Stored items
--- START ---

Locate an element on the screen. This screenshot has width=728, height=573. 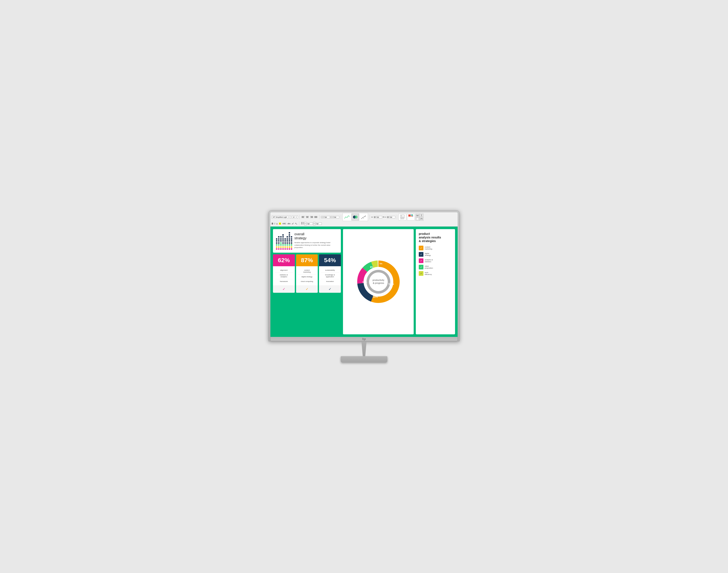
spacing-down: ↓ is located at coordinates (314, 225).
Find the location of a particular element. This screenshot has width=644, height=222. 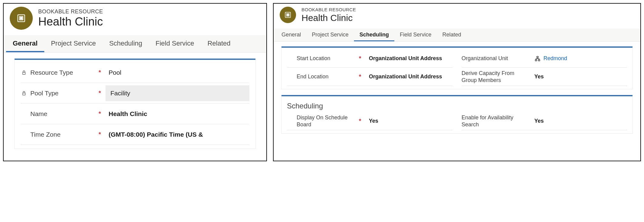

field-display-on-schedule-board: Display On Schedule Board * Yes is located at coordinates (370, 121).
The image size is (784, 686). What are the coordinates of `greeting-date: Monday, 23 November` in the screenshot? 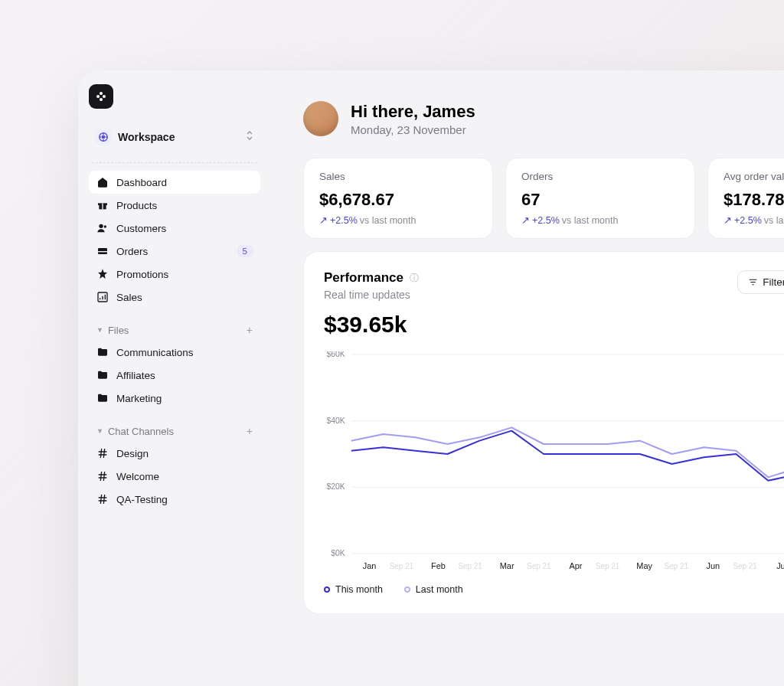 It's located at (413, 130).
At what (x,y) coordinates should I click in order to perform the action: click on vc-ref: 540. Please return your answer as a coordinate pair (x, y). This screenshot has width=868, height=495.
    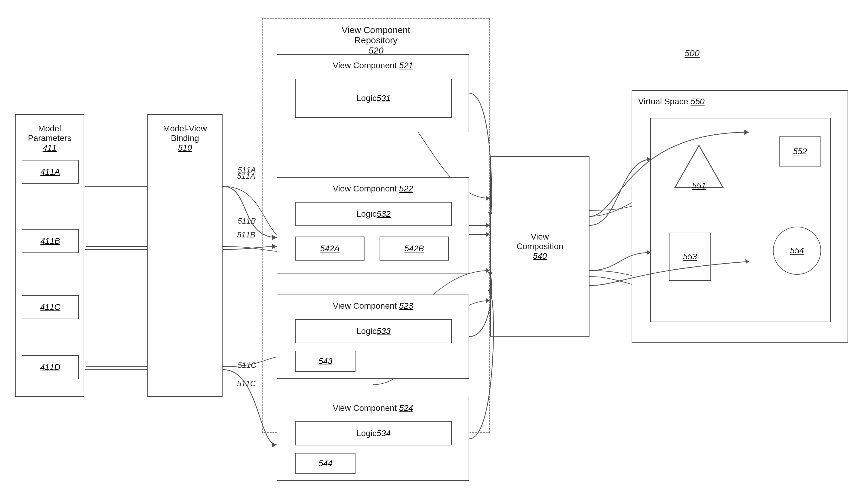
    Looking at the image, I should click on (540, 256).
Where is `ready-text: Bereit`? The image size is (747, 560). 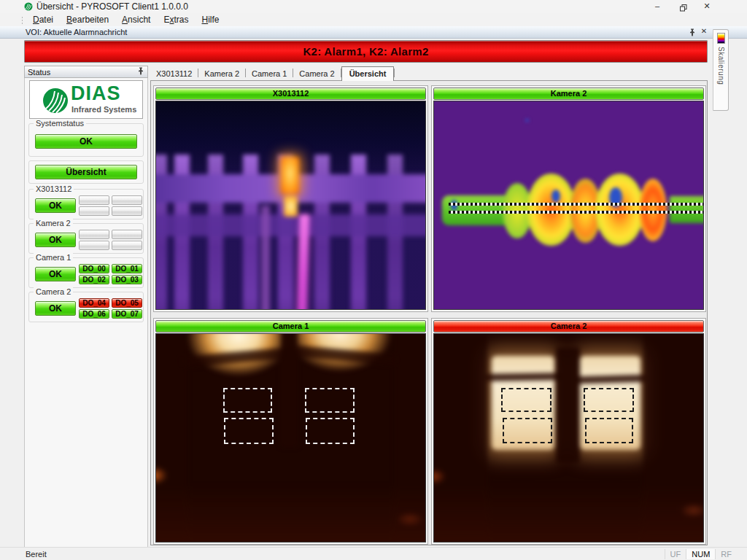
ready-text: Bereit is located at coordinates (345, 554).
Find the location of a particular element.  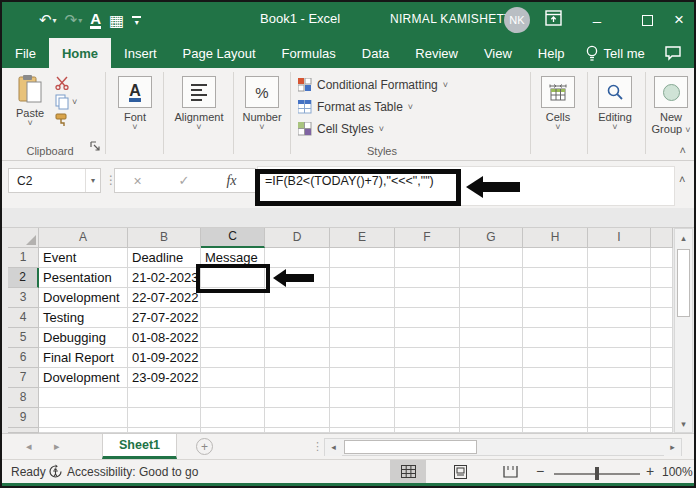

cell-D4 is located at coordinates (298, 318).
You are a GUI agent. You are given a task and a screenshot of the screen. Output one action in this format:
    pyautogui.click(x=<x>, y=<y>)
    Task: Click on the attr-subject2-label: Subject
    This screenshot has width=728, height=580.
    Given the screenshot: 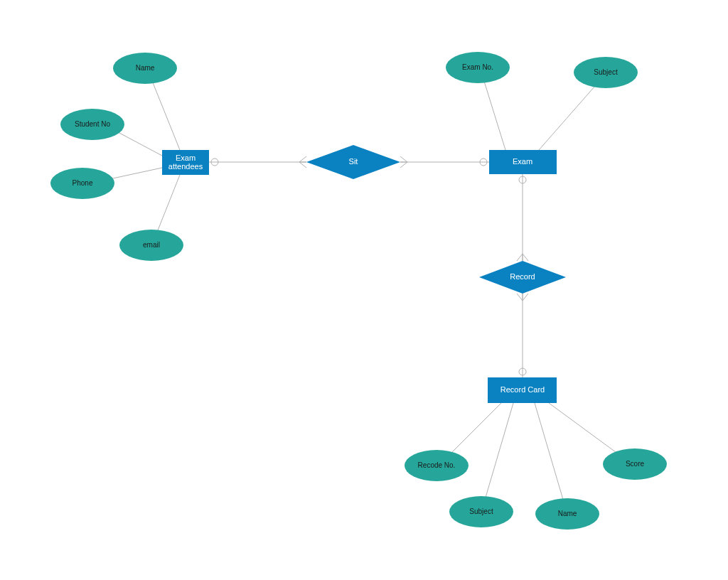 What is the action you would take?
    pyautogui.click(x=481, y=512)
    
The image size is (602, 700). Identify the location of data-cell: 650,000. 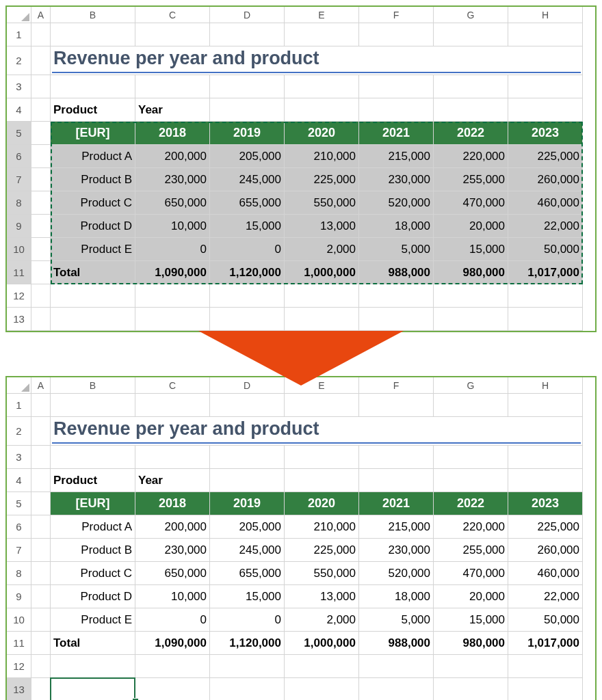
(172, 574).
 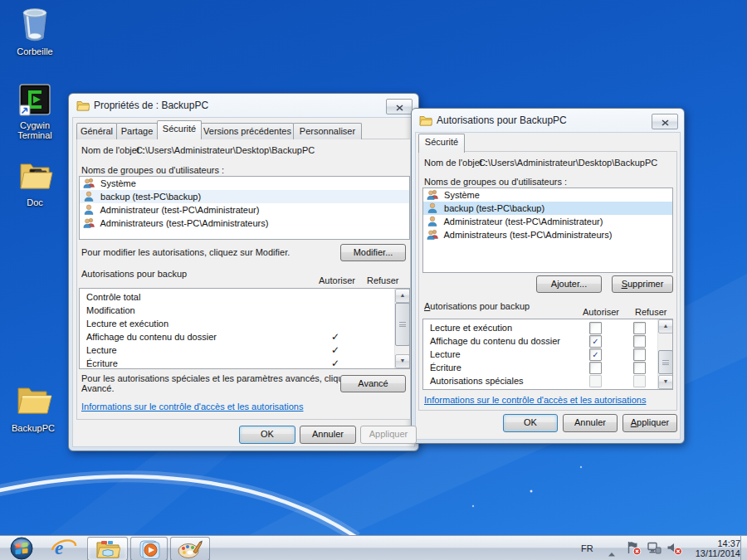 What do you see at coordinates (244, 329) in the screenshot?
I see `permissions-list: Contrôle total Modification Lecture et e…` at bounding box center [244, 329].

--- END ---

■ Task directions
From the data above, return only the lines starting at the line that holds "is (747, 560)." and ending at the line that holds "This screenshot has width=728, height=580.", word for word and without pictures.

■ Answer to the exercise
Where is `ready-text: Bereit`? The image size is (747, 560). 
ready-text: Bereit is located at coordinates (345, 554).
Find the location of a particular element.  

cell-D4 is located at coordinates (298, 318).
You are a GUI agent. You are given a task and a screenshot of the screen. Output one action in this format:
    pyautogui.click(x=<x>, y=<y>)
    Task: Click on the attr-subject2-label: Subject
    This screenshot has width=728, height=580.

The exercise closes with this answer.